Wednesday 2 April 2025

150 Years of St Aloysius’ Church: (9) The Nave

We have skipped over the greatest part of our church so far: the nave. When his bishop thought that St John Henry Newman was too eager to consult the laity, the bishop asked him ‘What are the laity?’ Newman responded: ‘the Church would look foolish without them.’ And so indeed would our church if the nave were empty. (Somewhat ironically, when Newman visited our church to preach on Trinity Sunday 1880, he presented the Jesuit fathers with a watercolour of the church in thanksgiving for their hospitality. The painting depicts the church with an empty nave…)

The body of our church seats about 400 people (and even more when it needs to at Christmas and Easter). The “nave” takes its name from the Latin word for boat, since the historical shape of churches appeared to be that of an upturned ship. The ceiling of our church does indeed resemble this hull shape. And as we voyage towards heaven in it, we are reminded that those boats in the Gospels that carried Our Lord never sank, no matter what storms threatened the vessel.

A curious feature of our church is that wherever you sit in the nave (unless you are right up against the pulpit) the altar is clearly visible. Our church may be gothic in decoration, but it is not medieval in design. Instead, it is an example of the principles of the counter-reformation pioneered by the Society of Jesus in their mother church of the Gesù in Rome. The altar is not hidden behind a screen or a deep sanctuary, but all can see Our Lord directly when he is lifted up in adoration.

The nave is also home to the pulpit. The pulpit is an important place in any church for preaching sermons, but in the Oratory, it has a particular significance. It is said that there are three pieces of wood where a good Oratorian priest should be found: the wood of the altar step (because he is saying Mass), the wood of the confessional (because he is hearing confessions) or the wood of the pulpit (because he is preaching). The “daily distribution of the Word of God” was the essential work of the Oratory when St Philip started: he began preaching even as a layman. Sermons are preached at least daily in our church today.

The original pulpit — from which Newman preached — was made entirely of wood, and collapsed during a rather vigorous sermon of Fr William Humphrey SJ in the 1880s. Fr Humphrey, as he climbed out of the remains of the pulpit, could only conclude his sermon, “a blessing which I wish you all.”

The sturdier stone pulpit now in place is adorned with statues of the Madonna and Child, St Joseph, St Aloysius, St Philip and St Charles. After all, any ship needs to know where it is heading, and the saints are the stars in the heavens by which we direct the course of our lives.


## BRIEF
Reproduce the data in full, exactly.

## DATASET RECORDS
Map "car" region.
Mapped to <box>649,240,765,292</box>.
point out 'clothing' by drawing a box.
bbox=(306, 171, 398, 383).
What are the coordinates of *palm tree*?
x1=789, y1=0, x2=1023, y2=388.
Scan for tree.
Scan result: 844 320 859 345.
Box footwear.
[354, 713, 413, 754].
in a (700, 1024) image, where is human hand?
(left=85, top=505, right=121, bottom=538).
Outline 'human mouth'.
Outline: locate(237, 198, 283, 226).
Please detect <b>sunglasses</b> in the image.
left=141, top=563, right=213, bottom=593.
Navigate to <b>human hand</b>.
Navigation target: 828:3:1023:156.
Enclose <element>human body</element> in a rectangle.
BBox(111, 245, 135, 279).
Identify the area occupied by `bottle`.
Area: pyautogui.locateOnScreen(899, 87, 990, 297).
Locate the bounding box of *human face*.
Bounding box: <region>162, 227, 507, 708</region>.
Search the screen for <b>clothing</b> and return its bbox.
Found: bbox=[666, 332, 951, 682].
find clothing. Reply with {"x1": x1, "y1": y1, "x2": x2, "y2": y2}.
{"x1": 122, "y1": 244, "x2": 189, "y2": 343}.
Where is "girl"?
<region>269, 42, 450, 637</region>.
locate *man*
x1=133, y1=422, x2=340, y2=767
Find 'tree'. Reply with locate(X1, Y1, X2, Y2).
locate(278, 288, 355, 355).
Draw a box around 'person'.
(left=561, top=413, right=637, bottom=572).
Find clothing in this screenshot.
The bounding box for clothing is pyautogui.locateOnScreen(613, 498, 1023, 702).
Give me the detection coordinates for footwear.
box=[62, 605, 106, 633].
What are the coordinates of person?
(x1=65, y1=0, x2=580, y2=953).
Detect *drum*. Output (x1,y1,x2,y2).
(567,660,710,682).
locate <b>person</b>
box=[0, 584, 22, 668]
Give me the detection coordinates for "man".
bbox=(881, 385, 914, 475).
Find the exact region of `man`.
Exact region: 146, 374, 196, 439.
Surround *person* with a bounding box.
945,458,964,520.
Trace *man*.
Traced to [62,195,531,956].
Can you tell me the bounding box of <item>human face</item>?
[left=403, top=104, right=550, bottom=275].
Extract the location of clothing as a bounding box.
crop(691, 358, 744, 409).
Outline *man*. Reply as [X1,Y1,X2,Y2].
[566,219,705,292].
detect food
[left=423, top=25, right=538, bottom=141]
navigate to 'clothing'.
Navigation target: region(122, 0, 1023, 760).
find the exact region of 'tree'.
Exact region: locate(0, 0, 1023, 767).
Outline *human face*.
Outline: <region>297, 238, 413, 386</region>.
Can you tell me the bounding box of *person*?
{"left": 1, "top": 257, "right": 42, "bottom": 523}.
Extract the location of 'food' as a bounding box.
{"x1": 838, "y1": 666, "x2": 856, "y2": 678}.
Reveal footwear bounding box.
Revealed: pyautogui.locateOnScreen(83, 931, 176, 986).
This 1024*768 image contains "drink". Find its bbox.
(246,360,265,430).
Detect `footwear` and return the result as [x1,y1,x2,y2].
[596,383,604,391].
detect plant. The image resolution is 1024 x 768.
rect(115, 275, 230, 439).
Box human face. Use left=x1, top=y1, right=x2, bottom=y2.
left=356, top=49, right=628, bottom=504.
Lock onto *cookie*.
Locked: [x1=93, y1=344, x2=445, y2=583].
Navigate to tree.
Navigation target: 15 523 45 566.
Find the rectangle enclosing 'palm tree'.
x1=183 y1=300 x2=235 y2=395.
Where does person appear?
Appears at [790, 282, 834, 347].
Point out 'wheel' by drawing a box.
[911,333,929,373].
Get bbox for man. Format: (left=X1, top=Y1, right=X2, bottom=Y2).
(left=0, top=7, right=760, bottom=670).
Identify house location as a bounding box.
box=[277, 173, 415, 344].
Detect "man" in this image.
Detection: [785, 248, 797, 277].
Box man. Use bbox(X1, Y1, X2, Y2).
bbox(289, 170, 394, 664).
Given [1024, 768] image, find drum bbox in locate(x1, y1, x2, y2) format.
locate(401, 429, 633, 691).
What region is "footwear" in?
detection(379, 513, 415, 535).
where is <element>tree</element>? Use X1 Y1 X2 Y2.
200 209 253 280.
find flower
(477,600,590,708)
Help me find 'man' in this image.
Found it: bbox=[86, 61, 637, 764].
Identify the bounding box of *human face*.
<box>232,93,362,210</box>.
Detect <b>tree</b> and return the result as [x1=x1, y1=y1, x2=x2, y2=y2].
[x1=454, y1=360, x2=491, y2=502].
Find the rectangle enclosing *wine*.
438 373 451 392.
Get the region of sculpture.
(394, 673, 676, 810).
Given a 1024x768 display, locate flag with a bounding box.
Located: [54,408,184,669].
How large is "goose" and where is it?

## YOUR SOLUTION
Map "car" region.
Mapped to <box>649,240,765,292</box>.
point out 'clothing' by drawing a box.
bbox=(306, 171, 398, 383).
What are the coordinates of *palm tree*?
x1=789, y1=0, x2=1023, y2=388.
Scan for tree.
Scan result: 844 320 859 345.
Box footwear.
[354, 713, 413, 754].
in a (700, 1024) image, where is human hand?
(left=85, top=505, right=121, bottom=538).
Outline 'human mouth'.
Outline: locate(237, 198, 283, 226).
Please detect <b>sunglasses</b> in the image.
left=141, top=563, right=213, bottom=593.
Navigate to <b>human hand</b>.
Navigation target: 828:3:1023:156.
Enclose <element>human body</element> in a rectangle.
BBox(111, 245, 135, 279).
Identify the area occupied by `bottle`.
Area: pyautogui.locateOnScreen(899, 87, 990, 297).
Locate the bounding box of *human face*.
Bounding box: <region>162, 227, 507, 708</region>.
Search the screen for <b>clothing</b> and return its bbox.
Found: bbox=[666, 332, 951, 682].
find clothing. Reply with {"x1": x1, "y1": y1, "x2": x2, "y2": y2}.
{"x1": 122, "y1": 244, "x2": 189, "y2": 343}.
Where is "girl"?
<region>269, 42, 450, 637</region>.
locate *man*
x1=133, y1=422, x2=340, y2=767
Find 'tree'. Reply with locate(X1, Y1, X2, Y2).
locate(278, 288, 355, 355).
Draw a box around 'person'.
(left=561, top=413, right=637, bottom=572).
Find clothing in this screenshot.
The bounding box for clothing is pyautogui.locateOnScreen(613, 498, 1023, 702).
Give me the detection coordinates for footwear.
box=[62, 605, 106, 633].
What are the coordinates of person?
(x1=65, y1=0, x2=580, y2=953).
Detect *drum*. Output (x1,y1,x2,y2).
(567,660,710,682).
locate <b>person</b>
box=[0, 584, 22, 668]
Give me the detection coordinates for "man".
bbox=(881, 385, 914, 475).
Find the exact region of `man`.
Exact region: 146, 374, 196, 439.
Surround *person* with a bounding box.
945,458,964,520.
Trace *man*.
Traced to [62,195,531,956].
Can you tell me the bounding box of <item>human face</item>?
[left=403, top=104, right=550, bottom=275].
Extract the location of clothing as a bounding box.
crop(691, 358, 744, 409).
Outline *man*. Reply as [X1,Y1,X2,Y2].
[566,219,705,292].
detect food
[left=423, top=25, right=538, bottom=141]
navigate to 'clothing'.
Navigation target: region(122, 0, 1023, 760).
find the exact region of 'tree'.
Exact region: locate(0, 0, 1023, 767).
Outline *human face*.
Outline: <region>297, 238, 413, 386</region>.
Can you tell me the bounding box of *person*?
{"left": 1, "top": 257, "right": 42, "bottom": 523}.
Extract the location of 'food' as a bounding box.
{"x1": 838, "y1": 666, "x2": 856, "y2": 678}.
Reveal footwear bounding box.
Revealed: pyautogui.locateOnScreen(83, 931, 176, 986).
This 1024*768 image contains "drink". Find its bbox.
(246,360,265,430).
Detect `footwear` and return the result as [x1,y1,x2,y2].
[596,383,604,391].
detect plant. The image resolution is 1024 x 768.
rect(115, 275, 230, 439).
Box human face. Use left=x1, top=y1, right=x2, bottom=y2.
left=356, top=49, right=628, bottom=504.
Lock onto *cookie*.
Locked: [x1=93, y1=344, x2=445, y2=583].
Navigate to tree.
Navigation target: 15 523 45 566.
Find the rectangle enclosing 'palm tree'.
x1=183 y1=300 x2=235 y2=395.
Where does person appear?
Appears at [790, 282, 834, 347].
Point out 'wheel' by drawing a box.
[911,333,929,373].
Get bbox for man. Format: (left=X1, top=Y1, right=X2, bottom=Y2).
(left=0, top=7, right=760, bottom=670).
Identify house location as a bounding box.
box=[277, 173, 415, 344].
Detect "man" in this image.
Detection: [785, 248, 797, 277].
Box man. Use bbox(X1, Y1, X2, Y2).
bbox(289, 170, 394, 664).
Given [1024, 768] image, find drum bbox in locate(x1, y1, x2, y2) format.
locate(401, 429, 633, 691).
What region is "footwear" in?
detection(379, 513, 415, 535).
where is <element>tree</element>? Use X1 Y1 X2 Y2.
200 209 253 280.
find flower
(477,600,590,708)
Help me find 'man' in this image.
Found it: bbox=[86, 61, 637, 764].
Identify the bounding box of *human face*.
<box>232,93,362,210</box>.
Detect <b>tree</b> and return the result as [x1=x1, y1=y1, x2=x2, y2=y2].
[x1=454, y1=360, x2=491, y2=502].
Find the rectangle enclosing *wine*.
438 373 451 392.
Get the region of sculpture.
(394, 673, 676, 810).
Given a 1024x768 display, locate flag with a bounding box.
Located: [54,408,184,669].
How large is "goose" and where is it?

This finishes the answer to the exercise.